The opposition People’s National Party (PNP) is urging the National Solid Waste Management Authority (NSWMA) to address the issue of garbage pile up in communities across the Corporate area and St Catherine.
Dr. Angella Brown Burke, Opposition Spokesperson on Local Government, is warning that the garbage pile up is likely to trigger a public health emergency, arguing that it has reached crisis level.
In a statement on Tuesday evening, Dr. Brown Burke declared that garbage has not been collected in some communities for the past four weeks, as a consequence of which residents have dumped their garbage in gullies.
According to Dr Brown Burke, the NSWMA is desperately in need of funding in order to make outstanding payments to contractors.
“It (NSWMA) is vastly underfunded, because individuals who have equipment and trucks… they have not been paid for a long time and that has been part of the problem; that (these) individuals have refused to put their equipment on the landfill, and that trucks, because some of them (the owners) have not been paid, they have reduced the trips because they cannot afford to do it,” she told RJR News in a follow-up interview.
She added that there also needs to be better dissemination of information about the problems being experienced by the NSWMA, as failure to do this this leads to further problems, such as improper disposal of garbage in inappropriate locations such as gullies.
Chung
In response, Dennis Chung, Chairman of the NSWMA, has confirmed that there were outstanding payments to some contractors.
He said some payments were made on Tuesday, but there are still balances remaining.
Mr Chung said the NSWMA has been urging the government to increase its funding to the authority.
“At the start of the year, we put in a budget for six billion dollars and what was approved was three billion dollars,” he revealed on RJR’s Beyond the Headlines.
The current payment crisis was therefore not a surprise, he declared.
Contractors are owed two months back pay on average, “which is unacceptable,” he explained.
He said the crisis cannot be attributed to the heavy rains that the country has experienced over the last few months, as "even without the rains, we do not have the money that we need for proper garbage collection in the country."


* _Exercise_
Collect each line of the entries that holds the string "with".

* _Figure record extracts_
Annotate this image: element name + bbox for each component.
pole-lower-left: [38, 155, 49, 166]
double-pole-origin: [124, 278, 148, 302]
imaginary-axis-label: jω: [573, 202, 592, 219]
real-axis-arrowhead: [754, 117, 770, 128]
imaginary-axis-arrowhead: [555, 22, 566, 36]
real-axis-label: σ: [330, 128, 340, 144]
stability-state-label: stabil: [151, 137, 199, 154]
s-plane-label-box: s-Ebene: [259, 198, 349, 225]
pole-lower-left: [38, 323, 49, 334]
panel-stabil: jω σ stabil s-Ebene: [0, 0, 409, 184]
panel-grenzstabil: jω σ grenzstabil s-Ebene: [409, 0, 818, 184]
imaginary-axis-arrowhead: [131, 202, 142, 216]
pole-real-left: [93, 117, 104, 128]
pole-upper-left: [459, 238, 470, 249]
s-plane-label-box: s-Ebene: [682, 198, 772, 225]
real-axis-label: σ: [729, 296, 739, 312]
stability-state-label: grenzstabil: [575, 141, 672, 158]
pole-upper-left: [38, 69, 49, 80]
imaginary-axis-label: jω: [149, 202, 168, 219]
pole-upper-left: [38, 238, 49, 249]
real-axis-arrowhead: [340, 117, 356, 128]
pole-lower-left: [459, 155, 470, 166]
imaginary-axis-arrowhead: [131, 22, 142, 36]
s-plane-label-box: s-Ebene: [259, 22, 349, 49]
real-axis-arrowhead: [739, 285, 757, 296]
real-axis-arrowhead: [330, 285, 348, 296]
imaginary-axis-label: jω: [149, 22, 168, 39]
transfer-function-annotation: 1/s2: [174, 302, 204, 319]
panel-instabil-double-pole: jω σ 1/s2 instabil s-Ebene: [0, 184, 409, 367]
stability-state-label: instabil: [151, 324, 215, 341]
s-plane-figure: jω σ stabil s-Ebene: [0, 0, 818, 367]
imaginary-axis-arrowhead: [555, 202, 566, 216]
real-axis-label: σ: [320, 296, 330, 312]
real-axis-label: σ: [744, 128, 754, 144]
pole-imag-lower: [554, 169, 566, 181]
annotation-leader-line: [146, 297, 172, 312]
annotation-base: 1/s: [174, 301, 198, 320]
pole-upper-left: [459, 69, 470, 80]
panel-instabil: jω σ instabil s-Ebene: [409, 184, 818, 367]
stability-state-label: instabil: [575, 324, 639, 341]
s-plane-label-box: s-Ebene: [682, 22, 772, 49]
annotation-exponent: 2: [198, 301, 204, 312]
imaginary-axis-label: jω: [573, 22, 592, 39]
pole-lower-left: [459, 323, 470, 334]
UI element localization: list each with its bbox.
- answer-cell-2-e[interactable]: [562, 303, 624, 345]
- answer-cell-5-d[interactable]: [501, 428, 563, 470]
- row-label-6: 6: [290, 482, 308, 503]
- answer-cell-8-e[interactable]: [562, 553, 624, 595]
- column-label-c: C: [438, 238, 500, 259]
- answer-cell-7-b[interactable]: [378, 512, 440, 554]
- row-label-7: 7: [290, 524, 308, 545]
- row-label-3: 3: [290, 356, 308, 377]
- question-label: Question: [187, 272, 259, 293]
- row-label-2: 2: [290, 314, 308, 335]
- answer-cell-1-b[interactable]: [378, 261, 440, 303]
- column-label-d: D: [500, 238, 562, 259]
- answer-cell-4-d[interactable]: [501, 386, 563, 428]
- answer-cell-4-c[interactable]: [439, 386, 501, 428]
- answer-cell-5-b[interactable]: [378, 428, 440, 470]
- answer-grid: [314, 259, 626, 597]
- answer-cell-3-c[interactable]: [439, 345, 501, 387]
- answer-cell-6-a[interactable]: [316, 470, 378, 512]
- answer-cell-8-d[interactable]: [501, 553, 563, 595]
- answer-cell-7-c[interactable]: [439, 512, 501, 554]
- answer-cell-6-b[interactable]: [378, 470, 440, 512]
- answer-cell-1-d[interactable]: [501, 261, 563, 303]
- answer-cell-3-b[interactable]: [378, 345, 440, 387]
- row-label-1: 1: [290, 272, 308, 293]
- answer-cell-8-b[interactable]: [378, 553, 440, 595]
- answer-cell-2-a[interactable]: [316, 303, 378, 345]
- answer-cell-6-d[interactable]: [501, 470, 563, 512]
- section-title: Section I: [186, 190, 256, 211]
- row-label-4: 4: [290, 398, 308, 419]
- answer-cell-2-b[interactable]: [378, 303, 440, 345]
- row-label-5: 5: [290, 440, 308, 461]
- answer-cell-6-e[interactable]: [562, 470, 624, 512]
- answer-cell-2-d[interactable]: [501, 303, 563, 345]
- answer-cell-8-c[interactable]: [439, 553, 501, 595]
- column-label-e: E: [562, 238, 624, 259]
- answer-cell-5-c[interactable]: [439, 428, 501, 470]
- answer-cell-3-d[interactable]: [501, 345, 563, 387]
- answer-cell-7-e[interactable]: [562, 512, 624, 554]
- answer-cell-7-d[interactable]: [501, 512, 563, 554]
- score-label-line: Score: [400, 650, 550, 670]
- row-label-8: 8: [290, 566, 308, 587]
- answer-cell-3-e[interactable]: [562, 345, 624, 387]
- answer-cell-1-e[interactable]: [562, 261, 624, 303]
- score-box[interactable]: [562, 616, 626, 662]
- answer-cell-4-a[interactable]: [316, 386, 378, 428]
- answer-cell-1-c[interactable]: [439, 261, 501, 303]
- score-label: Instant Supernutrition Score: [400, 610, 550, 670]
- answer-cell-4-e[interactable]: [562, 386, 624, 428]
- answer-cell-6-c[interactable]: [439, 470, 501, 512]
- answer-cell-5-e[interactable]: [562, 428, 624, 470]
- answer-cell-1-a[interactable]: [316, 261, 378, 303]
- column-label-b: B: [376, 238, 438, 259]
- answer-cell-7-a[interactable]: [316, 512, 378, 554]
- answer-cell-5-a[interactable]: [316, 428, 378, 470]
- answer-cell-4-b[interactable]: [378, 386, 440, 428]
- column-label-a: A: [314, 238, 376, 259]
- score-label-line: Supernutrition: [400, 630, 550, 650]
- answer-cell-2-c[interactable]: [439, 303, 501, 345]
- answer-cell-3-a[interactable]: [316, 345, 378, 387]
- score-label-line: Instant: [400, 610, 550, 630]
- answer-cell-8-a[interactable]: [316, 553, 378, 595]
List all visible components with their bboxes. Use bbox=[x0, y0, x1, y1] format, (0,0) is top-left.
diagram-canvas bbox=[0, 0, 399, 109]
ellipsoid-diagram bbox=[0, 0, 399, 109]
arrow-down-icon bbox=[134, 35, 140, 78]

* _Response to the exercise_
UI element localization: list each with its bbox.
List all visible components with their bboxes. Use bbox=[x0, y0, x1, y1] format, (0,0) is top-left.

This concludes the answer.